3 Replies Latest reply on May 11, 2003 5:42 PM by adrian.brock

    Messaging issue

    ajpurkiss

      After checking the docs and forums I can't spot an actual answer for a question I have.

      I have a queue on a server that my cleint sends messages to however if the connection is lost/not there then it all goes horribly wrong. Before I go and spend money on SonicMQ which I know can handle everything for me can a client be set up with JBoss to keep hold of messages until such time as there is a connection.

      I.e. Client has a form to send to server so sends message to the server queue, however as the connection is down the client stores the message until such time as the connection is back up or the message times out.

      I don't want a work around, I just need to know if it does it and if so how.

        • 1. Re: Messaging issue

          To send messages you need a session.

          You cannot get a session without an active
          connection.

          So the answer is no.

          Regards,
          Adrian

          • 2. Re: Messaging issue
            davidjencks

            I believe you can do this if you run your client in a vm with a stripped down jboss with jbossmq deployed, and the queue deployed on the client. Obviously this is going to require a bunch of stuff on the client so message persistence works there.

            I don't really see how any solution that allows you to always send messages no matter what state the rest of the system is in can work any differently than this. You need a connection to whatever is persisting the messages, and to make this always available it has to be entirely on the local machine.

            • 3. Re: Messaging issue

              Hi David,

              I think he is asking for "work offline" type behaviour.

              JBossMQ does not support this, even if you
              send the messages to a local persistent queue you
              still need something that will move them to the
              real queue when the connection is available.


## Requirement
Copy each line below containing "area".

--------

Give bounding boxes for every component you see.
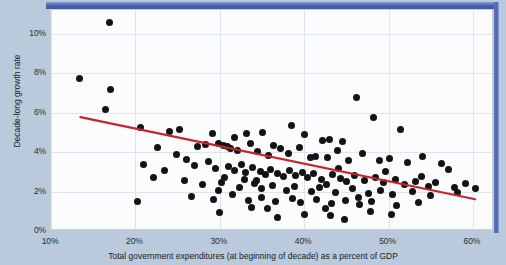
chart-figure: 0%2%4%6%8%10% 10%20%30%40%50%60% Decade-…: [0, 0, 506, 265]
trend-line: [51, 10, 492, 229]
y-tick-label: 2%: [0, 186, 46, 196]
x-tick-label: 10%: [25, 236, 75, 246]
y-tick-label: 4%: [0, 146, 46, 156]
scatter-plot-area: [50, 9, 493, 230]
x-tick-label: 40%: [278, 236, 328, 246]
x-tick-label: 60%: [447, 236, 497, 246]
y-tick-label: 8%: [0, 67, 46, 77]
x-axis-label: Total government expenditures (at beginn…: [0, 251, 506, 261]
decorative-top-bar: [46, 2, 498, 9]
y-tick-label: 6%: [0, 107, 46, 117]
x-tick-label: 20%: [109, 236, 159, 246]
x-tick-label: 30%: [194, 236, 244, 246]
y-tick-label: 10%: [0, 28, 46, 38]
y-axis-label: Decade-long growth rate: [12, 41, 22, 161]
y-tick-label: 0%: [0, 225, 46, 235]
x-tick-label: 50%: [363, 236, 413, 246]
decorative-right-bar: [494, 2, 499, 233]
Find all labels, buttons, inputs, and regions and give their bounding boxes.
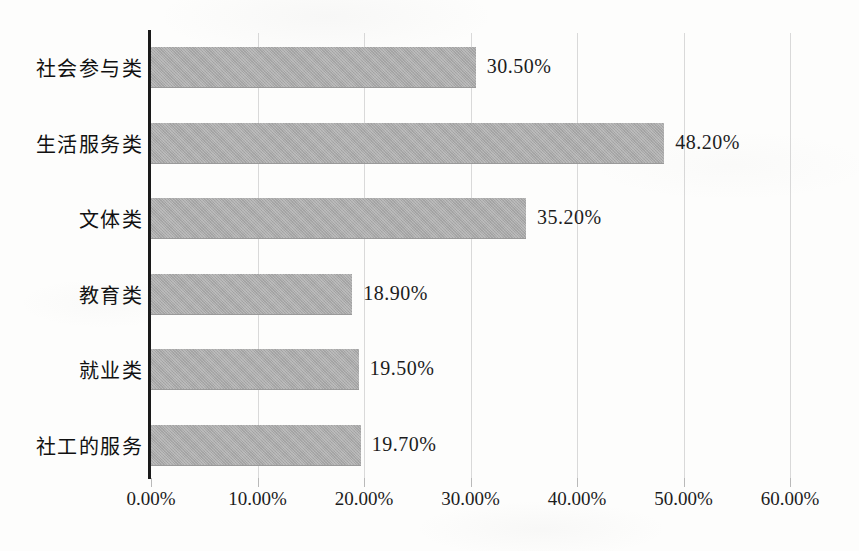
category-label-生活服务类: 生活服务类 [0, 129, 143, 158]
bar-row: 30.50% [151, 47, 790, 87]
bar-文体类[interactable] [151, 198, 526, 239]
category-label-就业类: 就业类 [0, 355, 143, 384]
bar-value-label: 35.20% [537, 206, 602, 229]
gridline-40.00% [577, 33, 578, 478]
bar-value-label: 19.50% [370, 357, 435, 380]
bar-value-label: 19.70% [372, 433, 437, 456]
bar-value-label: 30.50% [487, 55, 552, 78]
x-tick-label-30.00%: 30.00% [411, 488, 531, 510]
bar-社工的服务[interactable] [151, 425, 361, 466]
x-tick-label-60.00%: 60.00% [730, 488, 850, 510]
bar-row: 48.20% [151, 123, 790, 163]
x-tick-mark [790, 478, 791, 487]
gridline-50.00% [684, 33, 685, 478]
gridline-10.00% [258, 33, 259, 478]
bar-row: 19.70% [151, 425, 790, 465]
category-label-社工的服务: 社工的服务 [0, 431, 143, 460]
x-tick-label-0.00%: 0.00% [91, 488, 211, 510]
x-tick-label-40.00%: 40.00% [517, 488, 637, 510]
bar-社会参与类[interactable] [151, 47, 476, 88]
bar-row: 35.20% [151, 198, 790, 238]
category-axis-line [148, 30, 151, 479]
x-tick-label-10.00%: 10.00% [198, 488, 318, 510]
category-label-文体类: 文体类 [0, 204, 143, 233]
bar-value-label: 18.90% [363, 282, 428, 305]
x-tick-mark [577, 478, 578, 487]
bar-生活服务类[interactable] [151, 123, 664, 164]
x-tick-mark [151, 478, 152, 487]
x-tick-mark [684, 478, 685, 487]
x-tick-mark [471, 478, 472, 487]
x-tick-label-50.00%: 50.00% [624, 488, 744, 510]
bar-row: 18.90% [151, 274, 790, 314]
x-tick-mark [258, 478, 259, 487]
x-tick-mark [364, 478, 365, 487]
gridline-30.00% [471, 33, 472, 478]
category-label-教育类: 教育类 [0, 280, 143, 309]
bar-就业类[interactable] [151, 349, 359, 390]
chart-page: 30.50%社会参与类48.20%生活服务类35.20%文体类18.90%教育类… [0, 0, 859, 551]
category-label-社会参与类: 社会参与类 [0, 53, 143, 82]
bar-value-label: 48.20% [675, 131, 740, 154]
bar-row: 19.50% [151, 349, 790, 389]
gridline-20.00% [364, 33, 365, 478]
plot-area [151, 33, 790, 478]
x-tick-label-20.00%: 20.00% [304, 488, 424, 510]
bar-教育类[interactable] [151, 274, 352, 315]
gridline-60.00% [790, 33, 791, 478]
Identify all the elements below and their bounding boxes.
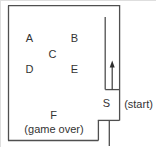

--------

## Answer below
scatter-plot-area: [50, 9, 493, 230]
plot-area [151, 33, 790, 478]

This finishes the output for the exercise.